Vulnerability Database

328,409

Total vulnerabilities in the database

CVE-2014-5245

All 2.2.X, 2.3.X, 2.4.X, and 2.5.X versions of the Symfony HttpKernel component are affected by this security issue. Your application is vulnerable only if the ESI feature is enabled and there is a proxy in front of the web application.

This issue has been fixed in Symfony 2.3.19, 2.4.9, and 2.5.4. Note that no fixes are provided for Symfony 2.2 as it is not maintained anymore.

Description When you enable the ESI feature and when you are using a proxy like Varnish that you configured as a trusted proxy, the FragmentHandler considered requests to render fragments as coming from a trusted source, even if the client was requesting them directly. Symfony can not distinguish between ESI requests done on behalf of the client by Varnish and faked fragment requests coming directly from the client.

To mitigate this issue, and for not-supported Symfony versions, you can use the following workaround in your Varnish configuration (/_fragment being the URL path prefix configured under the fragment setting of the framework bundle configuration):

Copy sub vcl_recv { if (req.restarts == 0 && req.url ~ "^/_fragment") { error 400; } } Resolution We do not rely on trusted IPs anymore when validating a fragment request as all fragment URLs are now signed.

The patch for this issue is available here: https://github.com/symfony/symfony/pull/11831

CVSS v3:

  • Severity: Unknown
  • Score:
  • AV:N/AC:L/PR:N/UI:N/S:U/C:H/I:N/A:N

CWEs:

Frequently Asked Questions

A security vulnerability is a weakness in software, hardware, or configuration that can be exploited to compromise confidentiality, integrity, or availability. Many vulnerabilities are tracked as CVEs (Common Vulnerabilities and Exposures), which provide a standardized identifier so teams can coordinate patching, mitigation, and risk assessment across tools and vendors.

CVSS (Common Vulnerability Scoring System) estimates technical severity, but it doesn't automatically equal business risk. Prioritize using context like internet exposure, affected asset criticality, known exploitation (proof-of-concept or in-the-wild), and whether compensating controls exist. A "Medium" CVSS on an exposed, production system can be more urgent than a "Critical" on an isolated, non-production host.

A vulnerability is the underlying weakness. An exploit is the method or code used to take advantage of it. A zero-day is a vulnerability that is unknown to the vendor or has no publicly available fix when attackers begin using it. In practice, risk increases sharply when exploitation becomes reliable or widespread.

Recurring findings usually come from incomplete Asset Discovery, inconsistent patch management, inherited images, and configuration drift. In modern environments, you also need to watch the software supply chain: dependencies, containers, build pipelines, and third-party services can reintroduce the same weakness even after you patch a single host. Unknown or unmanaged assets (often called Shadow IT) are a common reason the same issues resurface.

Use a simple, repeatable triage model: focus first on externally exposed assets, high-value systems (identity, VPN, email, production), vulnerabilities with known exploits, and issues that enable remote code execution or privilege escalation. Then enforce patch SLAs and track progress using consistent metrics so remediation is steady, not reactive.

SynScan combines attack surface monitoring and continuous security auditing to keep your inventory current, flag high-impact vulnerabilities early, and help you turn raw findings into a practical remediation plan.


Return all lines of the data in which the string "Microsoft" occurs.

..............................

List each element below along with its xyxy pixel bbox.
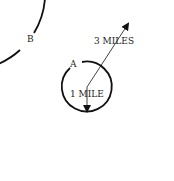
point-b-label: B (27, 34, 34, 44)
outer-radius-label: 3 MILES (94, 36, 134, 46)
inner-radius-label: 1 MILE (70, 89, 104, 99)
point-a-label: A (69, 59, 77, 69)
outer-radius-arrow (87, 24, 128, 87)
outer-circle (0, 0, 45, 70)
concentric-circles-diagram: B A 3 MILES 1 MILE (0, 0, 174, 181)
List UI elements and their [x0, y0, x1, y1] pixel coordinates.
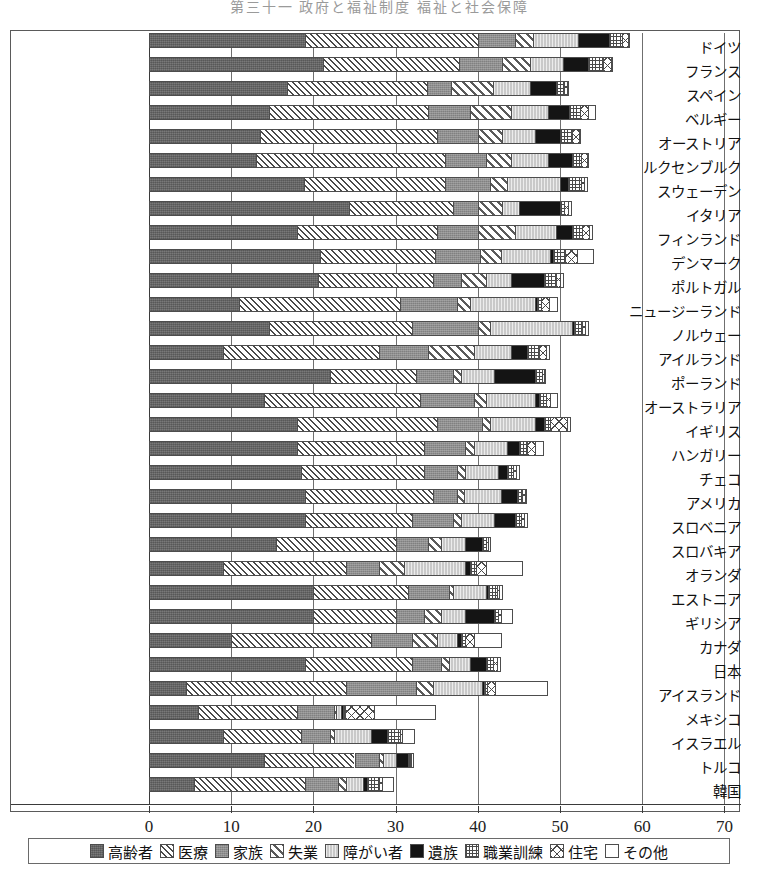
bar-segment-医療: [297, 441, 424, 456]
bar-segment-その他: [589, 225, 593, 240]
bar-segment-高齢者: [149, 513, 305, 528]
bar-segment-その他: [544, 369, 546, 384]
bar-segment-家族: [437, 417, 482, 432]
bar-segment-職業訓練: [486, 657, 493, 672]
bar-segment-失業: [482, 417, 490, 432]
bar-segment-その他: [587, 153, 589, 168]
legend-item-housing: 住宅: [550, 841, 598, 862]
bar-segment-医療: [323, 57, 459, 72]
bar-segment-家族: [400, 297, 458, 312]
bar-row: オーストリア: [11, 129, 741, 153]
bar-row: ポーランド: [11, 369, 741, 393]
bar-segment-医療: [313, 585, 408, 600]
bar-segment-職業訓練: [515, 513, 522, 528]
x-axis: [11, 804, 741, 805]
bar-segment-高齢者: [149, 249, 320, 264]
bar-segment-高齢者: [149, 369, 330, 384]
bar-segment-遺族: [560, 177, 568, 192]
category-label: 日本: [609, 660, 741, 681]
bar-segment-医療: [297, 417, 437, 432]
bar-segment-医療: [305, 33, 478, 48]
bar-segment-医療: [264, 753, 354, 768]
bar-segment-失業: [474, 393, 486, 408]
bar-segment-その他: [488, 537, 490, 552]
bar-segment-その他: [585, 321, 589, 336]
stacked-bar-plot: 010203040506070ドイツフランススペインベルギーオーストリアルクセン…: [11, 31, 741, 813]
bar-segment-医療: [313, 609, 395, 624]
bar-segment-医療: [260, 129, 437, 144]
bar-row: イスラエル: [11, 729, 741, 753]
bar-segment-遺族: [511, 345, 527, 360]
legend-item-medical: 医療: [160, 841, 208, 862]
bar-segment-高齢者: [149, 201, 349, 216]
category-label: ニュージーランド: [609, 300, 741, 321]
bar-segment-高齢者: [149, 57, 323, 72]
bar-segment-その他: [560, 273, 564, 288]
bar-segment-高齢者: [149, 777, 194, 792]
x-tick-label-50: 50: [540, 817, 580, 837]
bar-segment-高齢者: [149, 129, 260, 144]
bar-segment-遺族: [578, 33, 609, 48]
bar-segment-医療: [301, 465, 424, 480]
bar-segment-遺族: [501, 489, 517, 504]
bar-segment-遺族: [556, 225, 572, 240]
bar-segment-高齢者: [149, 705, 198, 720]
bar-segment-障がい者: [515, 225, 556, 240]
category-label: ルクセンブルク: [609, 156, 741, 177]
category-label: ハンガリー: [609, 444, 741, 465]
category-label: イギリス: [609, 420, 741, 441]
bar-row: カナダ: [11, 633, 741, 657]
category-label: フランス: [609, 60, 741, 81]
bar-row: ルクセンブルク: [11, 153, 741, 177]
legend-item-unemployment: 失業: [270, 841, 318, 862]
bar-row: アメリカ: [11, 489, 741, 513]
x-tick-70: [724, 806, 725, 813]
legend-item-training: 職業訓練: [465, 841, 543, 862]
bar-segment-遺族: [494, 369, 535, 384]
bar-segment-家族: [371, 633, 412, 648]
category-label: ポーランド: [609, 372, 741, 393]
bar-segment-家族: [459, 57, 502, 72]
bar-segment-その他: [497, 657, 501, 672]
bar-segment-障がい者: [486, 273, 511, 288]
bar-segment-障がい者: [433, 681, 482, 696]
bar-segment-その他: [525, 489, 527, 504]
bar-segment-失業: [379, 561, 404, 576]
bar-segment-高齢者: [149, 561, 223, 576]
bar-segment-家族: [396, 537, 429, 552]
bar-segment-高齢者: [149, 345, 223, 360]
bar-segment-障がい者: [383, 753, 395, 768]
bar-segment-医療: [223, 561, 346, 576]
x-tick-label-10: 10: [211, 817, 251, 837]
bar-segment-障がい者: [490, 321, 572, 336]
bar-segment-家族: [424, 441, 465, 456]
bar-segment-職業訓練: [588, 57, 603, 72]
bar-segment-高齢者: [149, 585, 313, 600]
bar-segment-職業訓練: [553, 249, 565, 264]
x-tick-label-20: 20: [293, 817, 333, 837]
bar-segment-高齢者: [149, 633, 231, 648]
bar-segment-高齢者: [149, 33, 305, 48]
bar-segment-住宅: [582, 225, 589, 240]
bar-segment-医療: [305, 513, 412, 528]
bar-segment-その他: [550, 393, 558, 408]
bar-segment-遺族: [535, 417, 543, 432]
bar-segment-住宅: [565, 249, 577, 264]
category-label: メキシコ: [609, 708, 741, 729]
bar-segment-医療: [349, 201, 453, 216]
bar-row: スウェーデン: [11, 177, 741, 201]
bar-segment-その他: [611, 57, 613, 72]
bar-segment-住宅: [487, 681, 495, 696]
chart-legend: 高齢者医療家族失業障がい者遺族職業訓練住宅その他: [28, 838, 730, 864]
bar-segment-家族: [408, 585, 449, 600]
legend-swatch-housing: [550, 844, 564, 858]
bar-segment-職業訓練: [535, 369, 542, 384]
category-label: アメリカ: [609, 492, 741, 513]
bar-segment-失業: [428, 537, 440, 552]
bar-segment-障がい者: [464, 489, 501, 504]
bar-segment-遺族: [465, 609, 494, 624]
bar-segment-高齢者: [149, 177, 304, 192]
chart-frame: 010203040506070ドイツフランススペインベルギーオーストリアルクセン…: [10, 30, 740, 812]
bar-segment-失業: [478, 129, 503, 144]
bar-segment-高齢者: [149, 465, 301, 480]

..............................

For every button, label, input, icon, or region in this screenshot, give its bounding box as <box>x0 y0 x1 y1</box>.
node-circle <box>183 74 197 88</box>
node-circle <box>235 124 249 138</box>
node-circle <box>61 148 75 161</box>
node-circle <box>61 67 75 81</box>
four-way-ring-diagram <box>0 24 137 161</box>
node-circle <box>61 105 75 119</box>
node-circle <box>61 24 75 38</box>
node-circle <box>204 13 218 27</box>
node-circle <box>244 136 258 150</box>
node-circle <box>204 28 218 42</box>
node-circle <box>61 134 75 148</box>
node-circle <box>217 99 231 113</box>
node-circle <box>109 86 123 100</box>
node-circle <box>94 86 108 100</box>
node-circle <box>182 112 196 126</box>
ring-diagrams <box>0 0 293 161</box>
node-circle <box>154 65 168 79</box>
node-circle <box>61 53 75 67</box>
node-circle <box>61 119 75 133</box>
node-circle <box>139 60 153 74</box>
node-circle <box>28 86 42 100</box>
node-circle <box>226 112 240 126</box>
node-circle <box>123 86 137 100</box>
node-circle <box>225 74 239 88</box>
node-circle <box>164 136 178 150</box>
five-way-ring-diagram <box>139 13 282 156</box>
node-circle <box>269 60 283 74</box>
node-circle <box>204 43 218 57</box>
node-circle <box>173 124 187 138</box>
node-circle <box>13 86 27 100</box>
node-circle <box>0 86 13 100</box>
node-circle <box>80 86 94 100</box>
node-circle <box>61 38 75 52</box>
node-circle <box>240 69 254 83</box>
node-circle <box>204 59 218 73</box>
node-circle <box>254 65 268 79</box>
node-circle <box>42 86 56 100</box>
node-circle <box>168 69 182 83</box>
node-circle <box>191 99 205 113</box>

..............................

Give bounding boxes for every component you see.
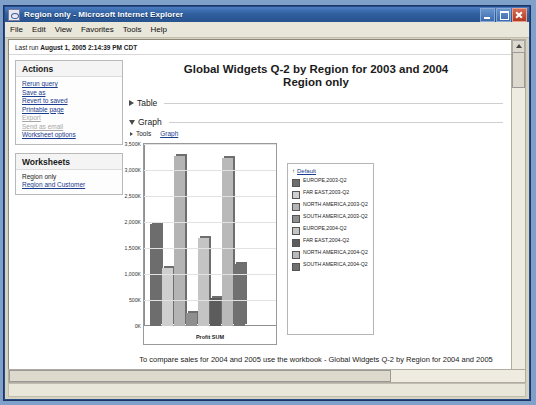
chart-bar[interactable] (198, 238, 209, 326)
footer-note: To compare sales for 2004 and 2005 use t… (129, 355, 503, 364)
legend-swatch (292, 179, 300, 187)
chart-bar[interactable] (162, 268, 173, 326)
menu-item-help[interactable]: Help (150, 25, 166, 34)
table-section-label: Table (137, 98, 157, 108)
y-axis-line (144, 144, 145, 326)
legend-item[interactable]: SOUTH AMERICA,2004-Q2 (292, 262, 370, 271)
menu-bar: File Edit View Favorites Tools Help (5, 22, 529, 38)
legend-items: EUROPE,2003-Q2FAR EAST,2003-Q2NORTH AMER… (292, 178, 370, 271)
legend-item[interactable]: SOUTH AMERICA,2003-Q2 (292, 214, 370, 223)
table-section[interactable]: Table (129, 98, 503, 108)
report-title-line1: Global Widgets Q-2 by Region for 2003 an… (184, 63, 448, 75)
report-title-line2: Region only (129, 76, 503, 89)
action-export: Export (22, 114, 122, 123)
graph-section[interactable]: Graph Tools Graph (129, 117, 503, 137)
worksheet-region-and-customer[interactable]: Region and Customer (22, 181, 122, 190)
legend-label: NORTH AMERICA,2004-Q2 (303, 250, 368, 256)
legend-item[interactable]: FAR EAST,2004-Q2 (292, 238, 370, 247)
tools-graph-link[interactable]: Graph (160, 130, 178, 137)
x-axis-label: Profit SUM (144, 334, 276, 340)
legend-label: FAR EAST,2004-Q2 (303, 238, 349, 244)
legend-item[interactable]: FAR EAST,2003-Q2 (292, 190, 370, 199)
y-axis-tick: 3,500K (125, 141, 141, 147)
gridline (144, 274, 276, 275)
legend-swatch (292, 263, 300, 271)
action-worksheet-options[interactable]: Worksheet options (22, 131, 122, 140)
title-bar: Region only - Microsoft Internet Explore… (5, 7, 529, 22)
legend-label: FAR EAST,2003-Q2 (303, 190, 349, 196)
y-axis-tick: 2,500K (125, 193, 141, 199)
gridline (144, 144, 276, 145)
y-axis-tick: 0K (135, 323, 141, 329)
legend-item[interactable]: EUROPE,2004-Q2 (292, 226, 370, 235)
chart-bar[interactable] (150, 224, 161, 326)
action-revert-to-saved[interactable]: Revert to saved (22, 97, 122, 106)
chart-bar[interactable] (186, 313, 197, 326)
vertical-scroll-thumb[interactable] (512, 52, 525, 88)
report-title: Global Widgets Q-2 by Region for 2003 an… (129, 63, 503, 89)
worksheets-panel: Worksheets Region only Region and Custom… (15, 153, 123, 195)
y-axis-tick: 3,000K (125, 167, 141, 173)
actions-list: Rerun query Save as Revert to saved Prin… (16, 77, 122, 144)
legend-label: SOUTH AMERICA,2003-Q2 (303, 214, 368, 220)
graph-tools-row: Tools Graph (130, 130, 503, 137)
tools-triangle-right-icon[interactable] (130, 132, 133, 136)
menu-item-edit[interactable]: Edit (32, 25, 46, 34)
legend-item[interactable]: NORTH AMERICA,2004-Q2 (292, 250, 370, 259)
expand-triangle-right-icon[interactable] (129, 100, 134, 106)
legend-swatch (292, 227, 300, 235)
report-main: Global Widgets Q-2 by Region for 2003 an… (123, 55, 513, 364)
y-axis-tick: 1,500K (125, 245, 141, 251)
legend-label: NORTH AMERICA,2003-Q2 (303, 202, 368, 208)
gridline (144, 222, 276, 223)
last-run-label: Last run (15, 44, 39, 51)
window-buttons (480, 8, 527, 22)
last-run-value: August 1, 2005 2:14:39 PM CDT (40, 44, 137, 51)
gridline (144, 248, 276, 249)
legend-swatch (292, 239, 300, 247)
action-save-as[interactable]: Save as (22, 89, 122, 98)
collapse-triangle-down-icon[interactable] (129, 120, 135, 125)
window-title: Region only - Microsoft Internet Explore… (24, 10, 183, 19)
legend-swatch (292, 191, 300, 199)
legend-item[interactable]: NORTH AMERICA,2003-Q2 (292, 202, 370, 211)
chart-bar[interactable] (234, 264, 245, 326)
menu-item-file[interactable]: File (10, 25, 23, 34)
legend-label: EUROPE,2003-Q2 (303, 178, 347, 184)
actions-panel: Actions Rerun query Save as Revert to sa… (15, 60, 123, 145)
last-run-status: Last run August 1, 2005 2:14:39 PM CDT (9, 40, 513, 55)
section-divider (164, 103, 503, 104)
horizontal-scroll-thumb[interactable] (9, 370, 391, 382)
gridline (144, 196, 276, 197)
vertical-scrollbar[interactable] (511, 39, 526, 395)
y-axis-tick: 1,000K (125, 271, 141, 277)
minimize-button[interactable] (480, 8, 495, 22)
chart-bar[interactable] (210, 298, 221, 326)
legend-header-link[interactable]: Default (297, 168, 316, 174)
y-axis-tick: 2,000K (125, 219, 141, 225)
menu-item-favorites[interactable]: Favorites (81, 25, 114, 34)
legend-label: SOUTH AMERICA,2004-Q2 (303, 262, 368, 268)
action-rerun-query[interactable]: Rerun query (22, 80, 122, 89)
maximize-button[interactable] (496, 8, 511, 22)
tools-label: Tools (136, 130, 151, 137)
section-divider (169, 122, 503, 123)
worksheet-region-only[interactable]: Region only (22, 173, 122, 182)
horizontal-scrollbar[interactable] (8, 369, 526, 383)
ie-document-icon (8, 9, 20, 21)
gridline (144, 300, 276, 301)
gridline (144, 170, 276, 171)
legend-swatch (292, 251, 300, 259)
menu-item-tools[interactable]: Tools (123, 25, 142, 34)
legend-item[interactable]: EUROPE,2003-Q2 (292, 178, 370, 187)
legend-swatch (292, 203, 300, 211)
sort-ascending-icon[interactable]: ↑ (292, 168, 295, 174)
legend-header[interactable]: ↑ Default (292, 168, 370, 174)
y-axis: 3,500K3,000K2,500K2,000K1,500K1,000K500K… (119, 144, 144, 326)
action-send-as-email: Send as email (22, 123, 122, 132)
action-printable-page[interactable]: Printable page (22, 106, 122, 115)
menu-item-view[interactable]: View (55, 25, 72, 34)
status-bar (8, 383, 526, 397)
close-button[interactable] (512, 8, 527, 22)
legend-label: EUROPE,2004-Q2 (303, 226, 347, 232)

..............................

Result for this exercise:
title-bar: Region only - Microsoft Internet Explore… (5, 7, 529, 22)
window-title: Region only - Microsoft Internet Explore… (24, 10, 183, 19)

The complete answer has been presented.